Automation blueprint
The inspiration for the newest plant was taken from technology Vlado and his sons saw being implemented at facilities in other countries and combining the best of them to manufacture its products. They endeavored to combine the techniques and art of creating dry-cured meats Italy, France and Switzerland use with the best of the technology utilized in Europe. The automation technology behind the drying of raw pork as well as the chopping, blending and stuffing of the salame products as well as transporting products throughout the six-to-eight-week aging process is almost exclusively facilitated by equipment suppliers based in Italy. The same is true of the robotics and automation used to carefully create Daniele’s prosciutto. While there are plants in Spain where production of 1 million hams per year is the norm, the level of automation and the use of robotics doesn’t hold a candle to Daniele.
“What our forefathers did by hand, we’re doing with machines,” Stefano says.
Currently seven robots zig-zag across the expansive new plant, rotating product and moving it in and out of the different drying and curing areas of the plant. Stefano admits that implementing automation is an example of addressing the labor shortage most processors face, but he doesn’t see the technology as a threat to employment.
“It’s not that you’re taking somebody’s job, it’s that nobody’s showing up for the job, particularly for the menial tasks,” such as pushing the giant racks of hams and salame to and from different drying and aging rooms. “Thank goodness we have robots pushing around the racks because that was a thankless job,” he says. “I prefer to hire better skilled people, better paid people and fewer people. Technology helps us afford that.”
“Before we used to have guys putting meat on wagons; guys putting meat on the conveyors; a lot of manual, very physical work,” Stefano says, and filling those positions was difficult. “It was getting nearly impossible, so automation helps for many of those positions.”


THE PROBLEM →
Every line below that mentions the word "technology" should be copied out.

-=-=-=-=-

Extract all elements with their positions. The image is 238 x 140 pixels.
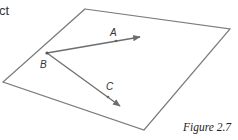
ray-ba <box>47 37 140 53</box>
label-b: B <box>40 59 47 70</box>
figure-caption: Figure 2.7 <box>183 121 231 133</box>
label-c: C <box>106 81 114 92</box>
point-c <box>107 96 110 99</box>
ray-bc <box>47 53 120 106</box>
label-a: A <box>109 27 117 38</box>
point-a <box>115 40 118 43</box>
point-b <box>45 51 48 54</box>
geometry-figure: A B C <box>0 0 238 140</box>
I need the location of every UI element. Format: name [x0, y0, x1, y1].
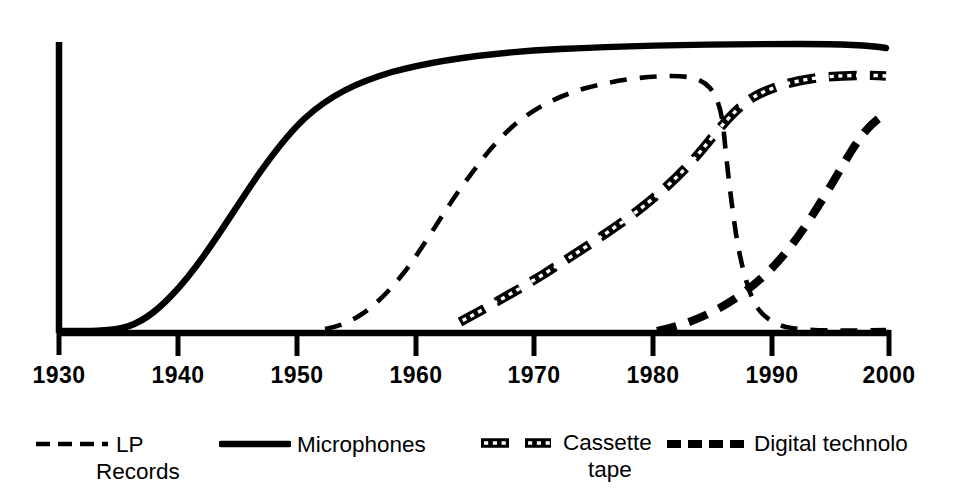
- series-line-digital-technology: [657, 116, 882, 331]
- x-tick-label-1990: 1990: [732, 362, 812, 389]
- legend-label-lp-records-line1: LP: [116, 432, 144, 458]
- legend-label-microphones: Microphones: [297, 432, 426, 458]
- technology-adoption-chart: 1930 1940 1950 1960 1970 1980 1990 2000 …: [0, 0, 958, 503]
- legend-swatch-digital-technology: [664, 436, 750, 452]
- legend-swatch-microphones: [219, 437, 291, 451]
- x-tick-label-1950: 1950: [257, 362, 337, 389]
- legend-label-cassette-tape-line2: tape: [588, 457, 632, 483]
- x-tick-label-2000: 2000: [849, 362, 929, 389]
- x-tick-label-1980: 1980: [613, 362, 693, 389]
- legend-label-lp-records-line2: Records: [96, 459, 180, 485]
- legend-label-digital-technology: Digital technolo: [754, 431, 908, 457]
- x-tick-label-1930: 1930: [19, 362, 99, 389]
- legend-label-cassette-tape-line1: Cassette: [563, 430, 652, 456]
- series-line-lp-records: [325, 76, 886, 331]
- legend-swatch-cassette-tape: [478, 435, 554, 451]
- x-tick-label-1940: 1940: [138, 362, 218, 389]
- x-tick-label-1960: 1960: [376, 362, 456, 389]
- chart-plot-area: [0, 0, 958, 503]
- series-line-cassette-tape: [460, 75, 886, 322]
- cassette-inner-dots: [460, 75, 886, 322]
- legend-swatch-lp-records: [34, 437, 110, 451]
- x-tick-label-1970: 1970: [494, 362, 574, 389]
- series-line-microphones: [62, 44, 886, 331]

-=-=-=-=-

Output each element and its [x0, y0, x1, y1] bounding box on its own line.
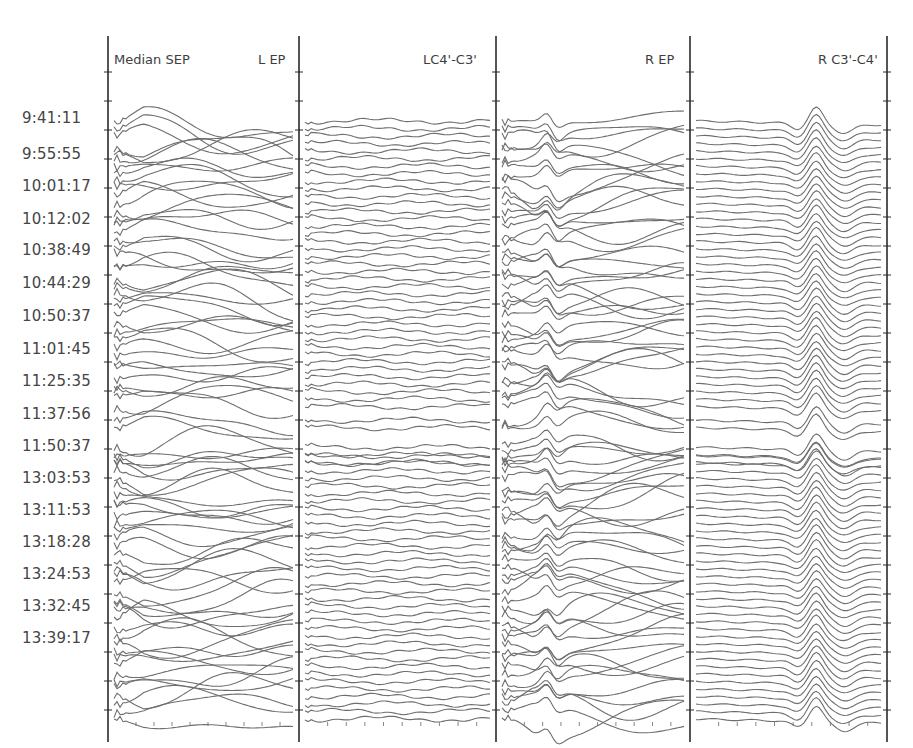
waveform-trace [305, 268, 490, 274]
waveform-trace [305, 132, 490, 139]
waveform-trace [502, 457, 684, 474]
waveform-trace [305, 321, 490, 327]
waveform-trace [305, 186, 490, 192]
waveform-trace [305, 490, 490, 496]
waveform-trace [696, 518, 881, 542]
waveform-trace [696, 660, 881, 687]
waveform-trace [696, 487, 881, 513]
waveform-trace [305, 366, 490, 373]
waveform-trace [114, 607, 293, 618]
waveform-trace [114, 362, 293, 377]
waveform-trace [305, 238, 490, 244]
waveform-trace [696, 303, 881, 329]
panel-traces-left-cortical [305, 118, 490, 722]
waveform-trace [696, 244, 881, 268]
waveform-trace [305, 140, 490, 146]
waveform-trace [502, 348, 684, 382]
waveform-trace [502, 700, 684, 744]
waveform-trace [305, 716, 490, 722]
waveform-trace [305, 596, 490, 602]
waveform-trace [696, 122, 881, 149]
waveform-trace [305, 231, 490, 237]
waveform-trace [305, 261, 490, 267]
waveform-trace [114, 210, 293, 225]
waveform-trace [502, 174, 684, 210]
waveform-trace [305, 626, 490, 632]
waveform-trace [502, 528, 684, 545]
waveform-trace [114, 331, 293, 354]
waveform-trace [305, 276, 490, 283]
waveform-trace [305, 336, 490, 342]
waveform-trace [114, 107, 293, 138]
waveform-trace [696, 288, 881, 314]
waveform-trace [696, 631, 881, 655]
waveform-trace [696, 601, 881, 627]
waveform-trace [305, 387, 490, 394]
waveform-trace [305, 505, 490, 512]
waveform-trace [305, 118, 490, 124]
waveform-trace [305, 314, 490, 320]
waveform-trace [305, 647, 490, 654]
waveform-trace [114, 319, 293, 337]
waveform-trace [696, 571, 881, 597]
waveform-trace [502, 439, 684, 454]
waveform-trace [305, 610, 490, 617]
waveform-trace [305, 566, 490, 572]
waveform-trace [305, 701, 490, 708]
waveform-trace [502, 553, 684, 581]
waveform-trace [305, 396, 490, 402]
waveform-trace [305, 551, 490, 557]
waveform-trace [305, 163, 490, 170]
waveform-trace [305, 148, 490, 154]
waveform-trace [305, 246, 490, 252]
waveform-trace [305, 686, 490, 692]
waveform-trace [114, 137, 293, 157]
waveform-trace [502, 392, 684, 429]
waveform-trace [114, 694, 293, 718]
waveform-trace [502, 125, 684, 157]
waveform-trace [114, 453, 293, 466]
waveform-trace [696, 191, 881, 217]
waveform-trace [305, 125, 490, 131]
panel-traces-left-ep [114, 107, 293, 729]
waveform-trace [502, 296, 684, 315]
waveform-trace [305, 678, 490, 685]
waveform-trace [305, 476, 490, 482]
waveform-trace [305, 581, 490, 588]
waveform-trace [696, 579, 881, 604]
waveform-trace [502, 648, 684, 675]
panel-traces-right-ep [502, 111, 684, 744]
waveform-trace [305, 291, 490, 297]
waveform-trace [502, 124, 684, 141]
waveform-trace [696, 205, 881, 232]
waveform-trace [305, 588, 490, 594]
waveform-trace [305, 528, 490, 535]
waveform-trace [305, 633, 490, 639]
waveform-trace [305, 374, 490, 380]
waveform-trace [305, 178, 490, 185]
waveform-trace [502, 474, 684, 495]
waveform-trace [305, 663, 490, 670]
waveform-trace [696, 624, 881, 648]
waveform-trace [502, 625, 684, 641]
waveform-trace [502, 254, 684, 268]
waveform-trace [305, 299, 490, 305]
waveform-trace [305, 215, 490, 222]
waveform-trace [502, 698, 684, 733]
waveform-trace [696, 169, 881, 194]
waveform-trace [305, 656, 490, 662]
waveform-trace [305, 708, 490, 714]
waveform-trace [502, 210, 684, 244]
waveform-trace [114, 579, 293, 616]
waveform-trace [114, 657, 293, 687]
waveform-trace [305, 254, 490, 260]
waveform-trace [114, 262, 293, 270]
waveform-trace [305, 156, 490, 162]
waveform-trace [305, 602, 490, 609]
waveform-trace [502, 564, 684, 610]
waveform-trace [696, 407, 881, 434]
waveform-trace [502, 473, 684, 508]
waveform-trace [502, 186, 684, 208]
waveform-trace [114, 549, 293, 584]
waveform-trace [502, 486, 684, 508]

-=-=-=-=-

EXERCISE ANSWER →
- series-line-digital-technology: [657, 116, 882, 331]
- technology-adoption-chart: 1930 1940 1950 1960 1970 1980 1990 2000 …: [0, 0, 958, 503]
- legend-swatch-digital-technology: [664, 436, 750, 452]
- legend-label-digital-technology: Digital technolo: [754, 431, 908, 457]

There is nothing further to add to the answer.